You can find my codes: http://github.com/omalbastin/avl_tree

Saturday, October 2, 2010

LogU-Designing the MVC in Rails

 I am only providing some key information that will be helpful in other projects.

Creating the Model

$rails generate model Article
  This will create a model and a database named article. To add rows in the db we have to edit the db/migrate.*.rb file. Then again migrating the database with rake will create a database table with the given fields.

After creating the models we can add data to the db and also check the model in interactive mode my typing
$rails console

Relationship between different db models can be shown by
        >has_one
        >has_many
        >belongs_to
        >has_and_belongs_to_many

Generating the controller

$rails generate controller article
    It generate a controller named ArticleController in app/controller. We can add our template files for the corresponding controller in app/view/articles. We also have to change the route.rb file in config corresponding to the model and controller.

Scaffolding is one of the important feature of rails. Scaffolding helps to create a set of actions and templates that makes it easy to manipulate data for a specific model.

Creating the View
        There is no need to create or generate a view. At the time of  generating the controller a view is also generated.
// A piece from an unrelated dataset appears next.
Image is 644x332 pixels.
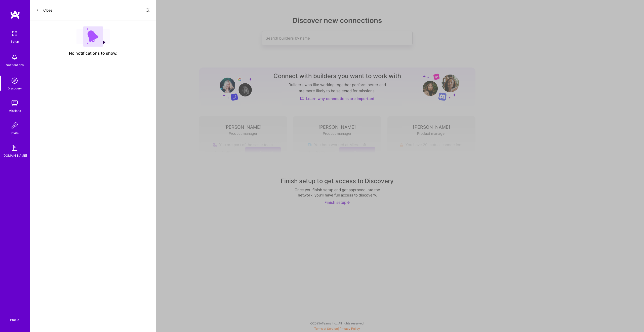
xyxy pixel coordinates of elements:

We can add CSS to the file inside app/views/layouts which can be applied to view of each page.

You can find the code in http://github.com/omalbastin/logu
and run it on  http://logu.heroku.com/

LogU - My Blog Application

Rails Framework

        Rails is a web application framework for the Ruby programming language. It is a powerful application which can be used to build web sites quickly and easy to maintain. A framework is a collection of libraries and tools for the development of an application. A good framework provide complete infrastructure to build our application. Rails is a open source, platform independent framework.
    
        Here in rails it has only less codes and using conventions over configuration. It is simple compared to other framework but little difficult to play with all the conventions.
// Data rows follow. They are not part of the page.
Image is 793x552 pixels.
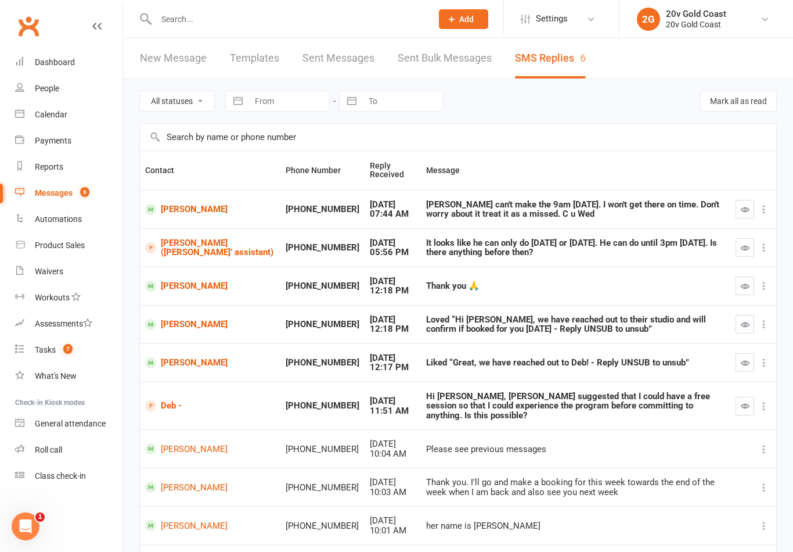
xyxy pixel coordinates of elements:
div: [PHONE_NUMBER] [286,204,360,214]
div: 07:44 AM [370,209,416,219]
div: 10:01 AM [370,526,416,536]
th: Contact [140,151,281,190]
input: To [362,91,443,111]
div: Class check-in [35,471,86,480]
button: Add [439,9,488,29]
div: Payments [35,136,71,145]
div: Waivers [35,267,63,276]
div: [PERSON_NAME] can't make the 9am [DATE]. I won't get there on time. Don't worry about it treat it... [426,200,725,219]
div: her name is [PERSON_NAME] [426,521,725,531]
a: Messages 6 [15,180,123,206]
input: From [249,91,329,111]
a: Automations [15,206,123,232]
div: Assessments [35,319,92,328]
a: Templates [230,38,279,78]
a: General attendance kiosk mode [15,411,123,437]
span: 1 [35,512,45,522]
a: [PERSON_NAME] [145,281,275,292]
span: 6 [80,187,89,197]
a: Dashboard [15,49,123,76]
iframe: Intercom live chat [12,512,39,540]
div: Tasks [35,345,56,354]
a: Workouts [15,285,123,311]
div: [DATE] [370,396,416,406]
a: Sent Bulk Messages [398,38,492,78]
div: 10:04 AM [370,449,416,459]
div: 20v Gold Coast [666,19,727,30]
div: Product Sales [35,240,85,250]
div: 12:18 PM [370,286,416,296]
div: Workouts [35,293,70,302]
div: 12:18 PM [370,324,416,334]
div: 10:03 AM [370,487,416,497]
div: [PHONE_NUMBER] [286,444,360,454]
a: Reports [15,154,123,180]
input: Search by name or phone number [140,124,777,150]
a: Product Sales [15,232,123,258]
div: [DATE] [370,200,416,210]
span: Settings [536,6,568,32]
div: Dashboard [35,58,75,67]
div: 6 [580,52,586,64]
div: 12:17 PM [370,362,416,372]
a: New Message [140,38,207,78]
div: Roll call [35,445,62,454]
div: Automations [35,214,82,224]
a: Waivers [15,258,123,285]
a: [PERSON_NAME] [145,357,275,368]
a: [PERSON_NAME] [145,204,275,215]
input: Search... [153,11,424,27]
div: [PHONE_NUMBER] [286,319,360,329]
div: Loved “Hi [PERSON_NAME], we have reached out to their studio and will confirm if booked for you [... [426,315,725,334]
span: 7 [63,344,73,354]
a: Clubworx [14,12,43,41]
div: [PHONE_NUMBER] [286,521,360,531]
div: Please see previous messages [426,444,725,454]
a: Payments [15,128,123,154]
div: [PHONE_NUMBER] [286,243,360,253]
div: [DATE] [370,353,416,363]
div: Liked “Great, we have reached out to Deb! - Reply UNSUB to unsub” [426,358,725,368]
div: [PHONE_NUMBER] [286,281,360,291]
a: People [15,76,123,102]
a: [PERSON_NAME] [145,319,275,330]
div: Calendar [35,110,67,119]
a: [PERSON_NAME] [145,443,275,454]
div: [DATE] [370,315,416,325]
div: [PHONE_NUMBER] [286,483,360,493]
div: [DATE] [370,238,416,248]
div: [DATE] [370,276,416,286]
a: What's New [15,363,123,389]
a: Sent Messages [303,38,375,78]
th: Reply Received [365,151,421,190]
button: Mark all as read [700,91,777,112]
a: SMS Replies6 [515,38,586,78]
div: Thank you 🙏 [426,281,725,291]
a: Class kiosk mode [15,463,123,489]
a: Deb - [145,400,275,411]
a: [PERSON_NAME] ([PERSON_NAME]’ assistant) [145,238,275,257]
div: [PHONE_NUMBER] [286,401,360,411]
a: [PERSON_NAME] [145,520,275,531]
div: What's New [35,371,77,380]
div: [DATE] [370,516,416,526]
a: Tasks 7 [15,337,123,363]
div: Hi [PERSON_NAME], [PERSON_NAME] suggested that I could have a free session so that I could experi... [426,391,725,421]
th: Phone Number [281,151,365,190]
div: [PHONE_NUMBER] [286,358,360,368]
div: [DATE] [370,439,416,449]
div: Messages [35,188,73,197]
div: 20v Gold Coast [666,9,727,19]
div: People [35,84,59,93]
span: Add [459,15,474,24]
a: Calendar [15,102,123,128]
th: Message [421,151,731,190]
div: Reports [35,162,63,171]
div: 11:51 AM [370,406,416,416]
div: 05:56 PM [370,247,416,257]
div: [DATE] [370,477,416,487]
a: [PERSON_NAME] [145,481,275,493]
div: Thank you. I'll go and make a booking for this week towards the end of the week when I am back an... [426,477,725,497]
div: It looks like he can only do [DATE] or [DATE]. He can do until 3pm [DATE]. Is there anything befo... [426,238,725,257]
a: Assessments [15,311,123,337]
        Rails uses the MVC pattern, which divides the application logic and pass it to three separate entities- Model(data), View(user interface), Controller(all other actions). Changing any of the entity will not affect other entities.
         A user interact with the interface and provide a form submission. The controller receives this input and pass it to the model, model provides the information according to the form and return it to the controller and pass it to the view and it provides the user interface and pass it to the user.
         The three main library that map directly to MVC are 1.Active Record- which handles the database, 2.Action view- which generates the HTML documents and 3.Action Controller that controls the database and application flow.

Installation
        Type in your terminal:

$ sudo apt-get install build-essential libssl-dev libreadline5 libreadline5-dev zlib1g zlib1g-dev
Download ruby and mkdir ~/src && cd ~/src

$wget ftp://ftp.ruby-lang.org/pub/ruby/1.9/ruby-1.9.1-p376.tar.gz
$tar -zxvf ruby-1.9.1-p376.tar.gz
$cd ruby-1.9.1-p376
$./configure && make && sudo make install

$sudo gem install rails
$sudo gem update --system
$sudo gem update rails
$sudo gem install sqlite3-ruby

Creating the Application

$rails new blog
$bundle install

To run the server go to the my_app folder and
$rails server

With the server running, if you open http://localhost:3000/ in your browser, you see the Rails welcome page.

To create  our project database

$rake db:create
Rake is a build language for ruby. By calling rake db:create we are creating database for development environment only. For creating all the databases needed for the rails application  type,

$rake db:create:all
 This will create databases for testing and production environment.

$rails db:migrate
This will connect our rails application to the database.